Biden Administration Withdraws Medicaid Work Requirements Guidance and More

President Biden was quoted last week as saying that he was not watching the impeachment trial because he had work to do. On Friday afternoon, February 12th, it was clear that the Centers for Medicare and Medicaid Services (CMS), now under new management, was doing a great deal of work to rollback a signature policy of the prior administration – Medicaid work requirements.

Readers of SayAhhh! are very familiar with the zeal with which former Administrator Verma and her colleagues pursued and pushed Medicaid work requirements despite repeated setbacks in the courts and 18,000 Arkansans very quickly lost their coverage in the only state where they were implemented. And the Supreme Court is scheduled to hear oral arguments in the Arkansas case on March 29th.

So time is of the essence for the Biden Administration to make clear that they intend to go in a different direction, despite having been in office less than a month. And a clear message has now been sent that Medicaid work requirements will not be happening during this Administration’s watch. Kicking the sequence of events off was the Executive Order signed by President Biden on January 28th which made clear that Medicaid demonstrations that created barriers to coverage, including work requirements, would be reconsidered. Then the wheels of government action cranked up last Friday. The CMS website saw a flurry of activity! My sharp-eyed colleague Allie Gardner and I started having a very fun time keeping track of it all and tweeting up a storm.

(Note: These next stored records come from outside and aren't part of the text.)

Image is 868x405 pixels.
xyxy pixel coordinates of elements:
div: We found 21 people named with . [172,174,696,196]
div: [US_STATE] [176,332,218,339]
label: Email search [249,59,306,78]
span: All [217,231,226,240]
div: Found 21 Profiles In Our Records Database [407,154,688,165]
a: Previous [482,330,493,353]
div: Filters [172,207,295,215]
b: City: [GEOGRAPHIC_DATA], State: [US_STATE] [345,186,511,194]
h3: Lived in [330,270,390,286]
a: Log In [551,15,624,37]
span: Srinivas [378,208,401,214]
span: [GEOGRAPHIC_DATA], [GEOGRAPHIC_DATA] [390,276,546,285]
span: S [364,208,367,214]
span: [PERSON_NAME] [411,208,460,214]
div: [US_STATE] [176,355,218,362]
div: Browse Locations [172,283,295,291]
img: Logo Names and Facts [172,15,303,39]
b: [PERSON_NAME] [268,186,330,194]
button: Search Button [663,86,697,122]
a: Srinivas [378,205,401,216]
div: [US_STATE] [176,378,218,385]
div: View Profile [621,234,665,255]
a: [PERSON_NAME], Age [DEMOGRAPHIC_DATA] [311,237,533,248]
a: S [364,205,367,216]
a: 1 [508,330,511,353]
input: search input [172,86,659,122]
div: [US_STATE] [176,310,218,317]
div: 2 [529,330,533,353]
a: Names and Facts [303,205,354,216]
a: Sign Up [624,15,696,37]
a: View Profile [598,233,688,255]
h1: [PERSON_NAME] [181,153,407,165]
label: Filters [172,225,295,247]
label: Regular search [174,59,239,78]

The Dear State Medicaid Director letter, which outlined Verma’s arguments for “Community Engagement” and sent to all states in January 2018, was pulled from the CMS website and removed from the guidance portal. The landing page that promoted this approach went down.

Now it looks like this:

screenshot of medicaid.gov webpage

Then state specific letters started appearing on the CMS website.

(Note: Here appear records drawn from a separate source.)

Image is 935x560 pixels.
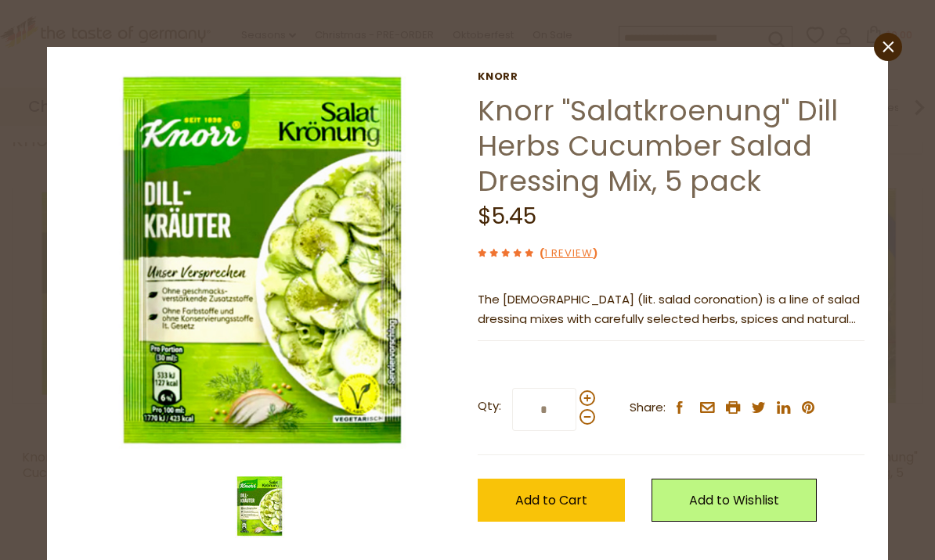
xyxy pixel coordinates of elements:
[478,201,537,231] span: $5.45
[478,70,865,83] a: Knorr
[544,245,593,262] a: 1 Review
[539,245,597,260] span: ( )
[70,70,458,458] img: Knorr "Salatkroenung" Dill Herbs Cucumber Salad Dressing Mix, 5 pack
[229,476,291,538] img: Knorr "Salatkroenung" Dill Herbs Cucumber Salad Dressing Mix, 5 pack
[651,479,816,522] a: Add to Wishlist
[478,91,837,201] a: Knorr "Salatkroenung" Dill Herbs Cucumber Salad Dressing Mix, 5 pack
[478,290,865,330] p: The [DEMOGRAPHIC_DATA] (lit. salad coronation) is a line of salad dressing mixes with carefully s...
[515,491,587,509] span: Add to Cart
[630,398,665,418] span: Share:
[478,396,501,416] strong: Qty:
[512,388,576,431] input: Qty:
[478,479,625,522] button: Add to Cart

There were two kinds of letters. One set was intended to make clear that Verma’s 11th hour attempt to bind the hands of the Biden Administration had been futile. Specifically, on January 4th, Verma sent letters to all states with Section 1115 waivers (which is most states) outlining a new process, out of nowhere, to limit a future Secretary’s discretion to modify or terminate Section 1115 agreements. States were instructed to sign them ASAP and return them to her personally!

Some states likely did not sign these bizarre letters. Last Friday, the new CMS sent letters to 47 states explaining that the regular process would now be followed.

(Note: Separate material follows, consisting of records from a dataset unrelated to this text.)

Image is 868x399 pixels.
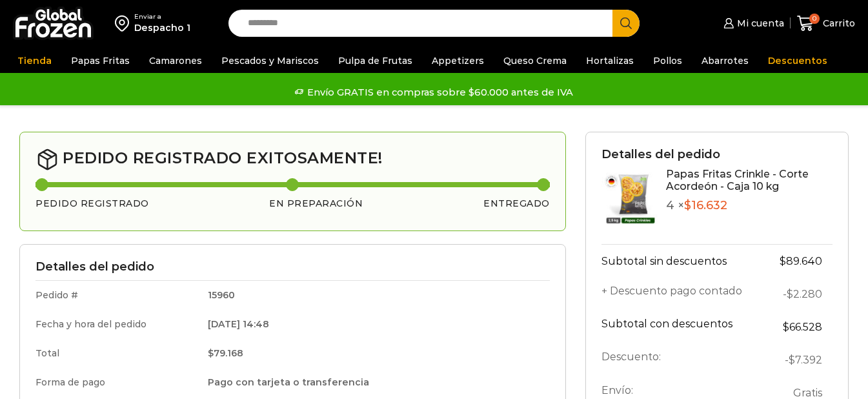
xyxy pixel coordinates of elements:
td: Total [35,339,199,368]
div: Enviar a [134,12,190,21]
th: Subtotal con descuentos [602,310,764,343]
td: Fecha y hora del pedido [35,310,199,339]
button: Search button [613,9,640,37]
div: Despacho 1 [134,21,190,34]
a: Papas Fritas Crinkle - Corte Acordeón - Caja 10 kg [666,168,809,192]
span: $ [208,347,213,359]
span: Carrito [820,17,855,30]
a: Appetizers [426,48,491,73]
td: - [764,343,833,376]
a: Pollos [646,48,688,73]
a: Queso Crema [497,48,573,73]
a: Tienda [11,48,58,73]
h3: Detalles del pedido [602,148,833,162]
a: Camarones [143,48,209,73]
span: 0 [810,14,820,24]
a: Papas Fritas [64,48,136,73]
span: 7.392 [789,354,823,366]
span: $ [783,320,789,333]
span: $ [789,354,795,366]
td: Pago con tarjeta o transferencia [199,368,550,397]
a: Hortalizas [579,48,640,73]
a: Pescados y Mariscos [215,48,325,73]
td: 15960 [199,280,550,310]
td: - [764,278,833,310]
h3: Detalles del pedido [35,260,550,274]
bdi: 2.280 [787,288,823,300]
a: Mi cuenta [720,10,783,36]
img: address-field-icon.svg [115,12,134,34]
span: $ [780,255,786,267]
p: 4 × [666,198,833,213]
th: + Descuento pago contado [602,278,764,310]
a: 0 Carrito [797,8,855,39]
a: Abarrotes [695,48,756,73]
bdi: 79.168 [208,347,243,359]
th: Descuento: [602,343,764,376]
span: $ [787,288,793,300]
bdi: 66.528 [783,320,823,333]
a: Descuentos [762,48,834,73]
h3: Pedido registrado [35,198,149,209]
a: Pulpa de Frutas [332,48,419,73]
h3: Entregado [483,198,550,209]
span: Mi cuenta [734,17,784,30]
h2: Pedido registrado exitosamente! [35,148,550,171]
h3: En preparación [269,198,363,209]
bdi: 16.632 [684,198,728,212]
th: Subtotal sin descuentos [602,244,764,278]
td: Pedido # [35,280,199,310]
span: $ [684,198,691,212]
td: Forma de pago [35,368,199,397]
td: [DATE] 14:48 [199,310,550,339]
bdi: 89.640 [780,255,823,267]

So this established that the Biden Administration intended to follow what many of us had expected as the regular order with respect to terminating all or part of a demonstration. As I blogged about in November, either party to the agreement (federal or state government) can do so, and a state has the ability to request a hearing if the federal government takes the action.

Then, in another round of letters to states with approved work requirements, CMS wrote that it was “preliminarily” disapproving work requirements as a consequence of the public health emergency and the requirements were not likely to promote the objectives of Medicaid.

Letters to these states with “approved” work requirements (AZ, AR, GA, IN, MI, NE, NH, OH, SC, UT, WI) are all posted on Medicaid.gov. You can see Arkansas’ letter here.

The Biden Administration will still have to go through these demonstrations one by one and make a final determination. And they will have to consider whether to rescind other barriers to coverage such as lockouts, premiums and the loss of retroactive eligibility. But with the disenrollment freeze in place for at least the rest of this calendar year due to the public health emergency, they have some time.

But there is more to come on this issue with the Supreme Court oral arguments looming – we will have to wait to see what happens next….

Joan Alker is the Executive Director of the Center for Children and Families and a Research Professor at the Georgetown McCourt School of Public Policy.